Art imitating Life, imitating Art
A survey on Max’s Kansas City
and it’s influence on contemporary art, music, fashion and culture


The original curator of Max’s Kansas City was Mickey Ruskin. He understood artists, but most of all he understood the importance of artists and their art on the rest of the world. In the same way that kings surrounded themselves with artists, acrobats and troubadours, Mickey let the cream from the New York City kingdom exist in his castle on Park Avenue South.


The artists Mickey found worthy of his royal treatment spent almost every waking moment--when they were not in their studio—at Max’s. Their basic needs were met with the potent elixir of most artists at the time: Sex, Drugs and Rock n’ Roll. When they came off that high (about four in the afternoon) he gave them chicken wings to fuel another night of productions.
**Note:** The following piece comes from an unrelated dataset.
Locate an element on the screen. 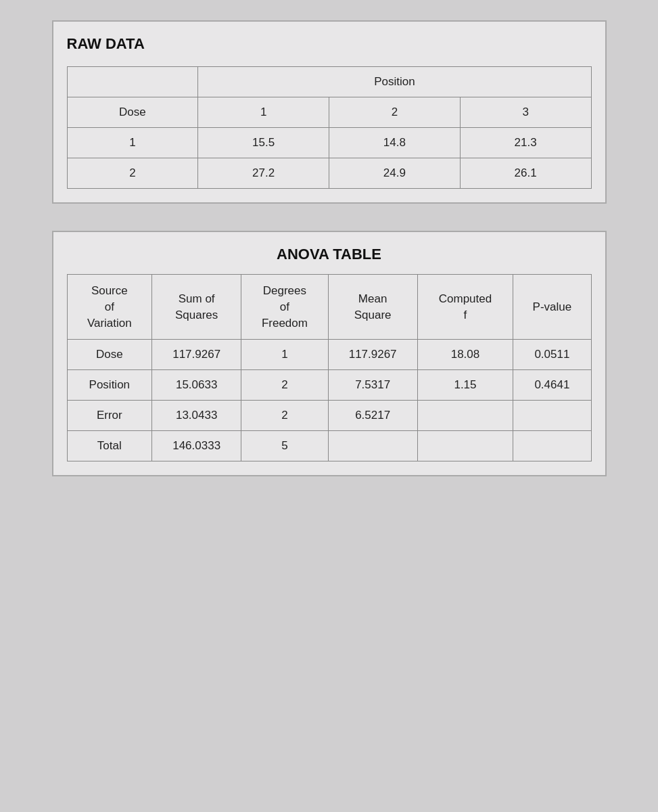  anova-row-dose: Dose 117.9267 1 117.9267 18.08 0.0511 is located at coordinates (329, 355).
Some had the right distance to New York and America to understand its importance in history. It was a time when the signs of the times were atom bombs, assassinations and government run wars, spiced up with a revolution of sex and drugs. People from all over the world came to Max’s trying to cut some of the energy out of the thick layer that covered the place. A few of these people succeeded very well with their sampling; David Bowie soaked it all in and created his alter ego Ziggy Stardust. Jim Morrison found his leather style, Warhol his superstars, Anton Perich his painting machine, Roger Vadim his sexual energy for Barbarella, Oliviero Toscani his attitude and Bob Marley his first stage outside of Jamaica.


This exhibition contains work from and of the people who were Max’s spine. It is a selection of paintings, silk screens, sculptures, photography, video, light and sound installations.